Wrickford Welcome, setting up the metal shear to cut blanks.

 

When Peter Voss met with Boeing, Airbus and other Shimco customers 10 years ago, their main concern was on-time delivery and top-notch quality. No longer.

“Those are just a given now; they don’t even want to discuss them anymore,” says Voss, president and CEO of Shimco, a company based in Cambridge, Ontario, that designs and manufactures precision parts for aviation companies around the world. “Now they want only suppliers that are innovative and growing, investing in people and technology, that sort of thing. They don’t want to partner with somebody that’s going to be outdated in five or 10 years.”

Shimco is a fine example of a Canadian manufacturer making the necessary—and sometimes painful—transition to the knowledge-based economy.

Instead of producing only structural parts, the company also develops sensors that collect, transmit and analyze data on the health of an aircraft’s structure. This data on wear-and-tear enables plane makers to streamline maintenance and repair processes. Shimco is also exploring a new way to protect aluminum from corrosion through a process known as anodizing. “We are working on developing the best form of anodizing in the world—a form that is benign both to humans and the environment,” says Voss.

Both the sensor and anodizing projects involve collaboration with universities, another hallmark of cutting-edge, knowledge-based Canadian businesses.  

Making the transition is not always easy. As Voss puts it, “A lot of traditional businesses aren’t really geared to moving from manufacturing to more advanced technology. People get very comfortable. They’re making good money, they have a good lifestyle.”

One way that Shimco encourages its 37-strong workforce to adjust to new thinking is by hiring younger staff—who bring new ideas—and through quarterly updates on how the company is innovating.

“We just keep driving the philosophy that we are in a very competitive global market and we have to keep innovating and reinventing what we’re doing,” Voss says. “It’s almost like a collective attitude here. Everybody works towards the same goal.”

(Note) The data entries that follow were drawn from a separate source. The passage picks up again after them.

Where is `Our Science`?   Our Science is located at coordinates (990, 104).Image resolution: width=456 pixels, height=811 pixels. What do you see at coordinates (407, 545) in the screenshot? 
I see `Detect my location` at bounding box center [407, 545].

In another sign of its enterprising spirit, Shimco is eager to take advantage of recent trade pacts signed by Canada, notably the Comprehensive and Progressive Agreement for Trans-Pacific Partnership (CPTPP) and the Comprehensive Economic and Trade Agreement (CETA) with the European Union.

“We’re seeing a little more activity in Asia and Europe,” Voss notes. “But in our industry, it takes three to five years from first contact to delivery. It’s a pretty long process.”

Trade deals like the CPTPP and CETA often launch with a bang, but their enduring value to businesses like Shimco is the confidence they instill—the confidence needed to invest in and commit to new markets.